- Opening Delimiter -

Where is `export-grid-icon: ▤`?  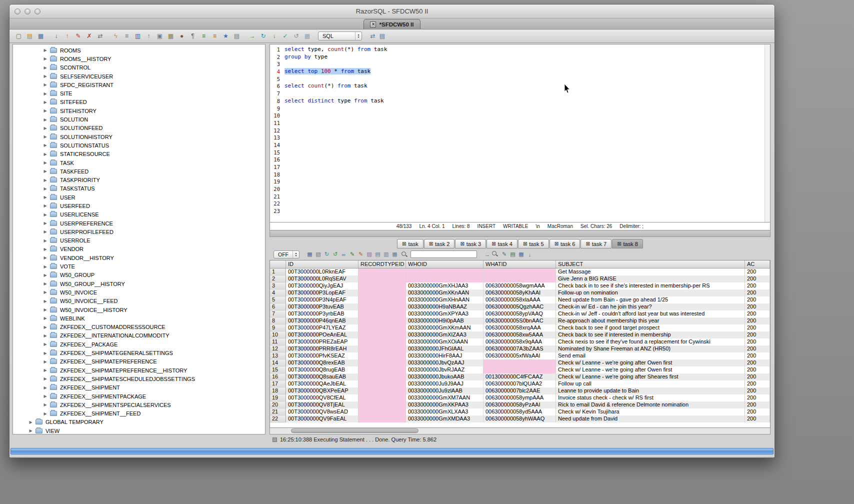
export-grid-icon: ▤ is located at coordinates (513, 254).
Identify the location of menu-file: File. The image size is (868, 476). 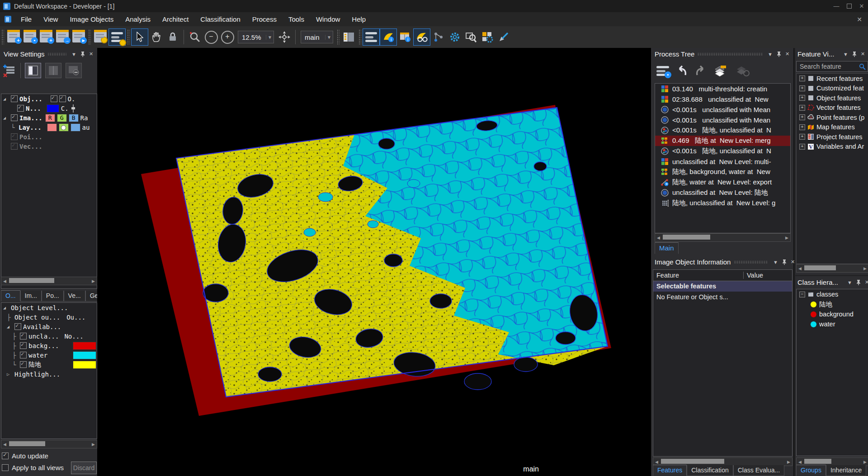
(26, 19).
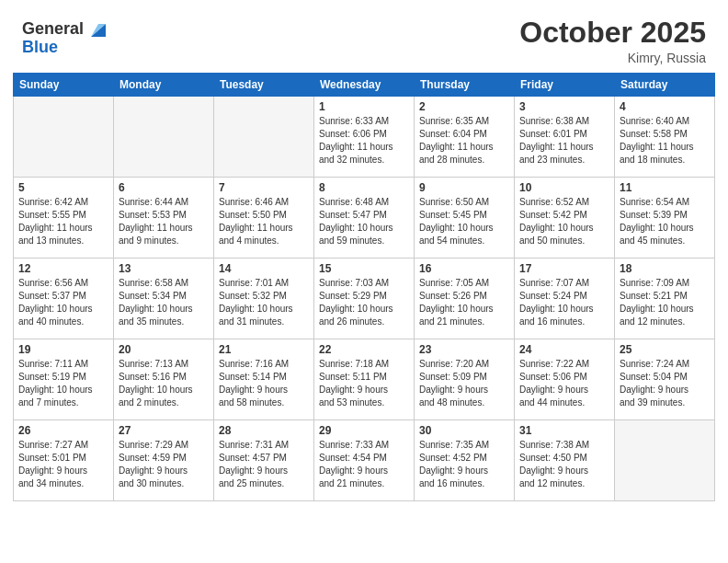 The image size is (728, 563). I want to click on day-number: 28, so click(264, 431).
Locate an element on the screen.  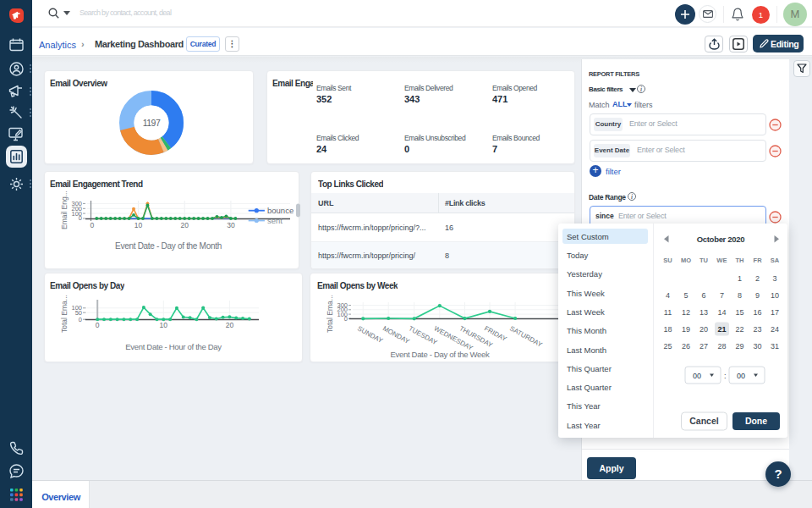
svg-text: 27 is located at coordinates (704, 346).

- Closing Delimiter -

* **WORK TO BE COMPLETED**:
The records above are to be restated exactly, without their pictures.

* **REPLY TO THE EXERCISE**:
Where is `export-grid-icon: ▤`?  
export-grid-icon: ▤ is located at coordinates (513, 254).
Identify the location of menu-file: File. The image size is (868, 476). 
(26, 19).
 The image size is (728, 563). I want to click on day-number: 28, so click(264, 431).
Locate an element on the screen.  
svg-text: 27 is located at coordinates (704, 346).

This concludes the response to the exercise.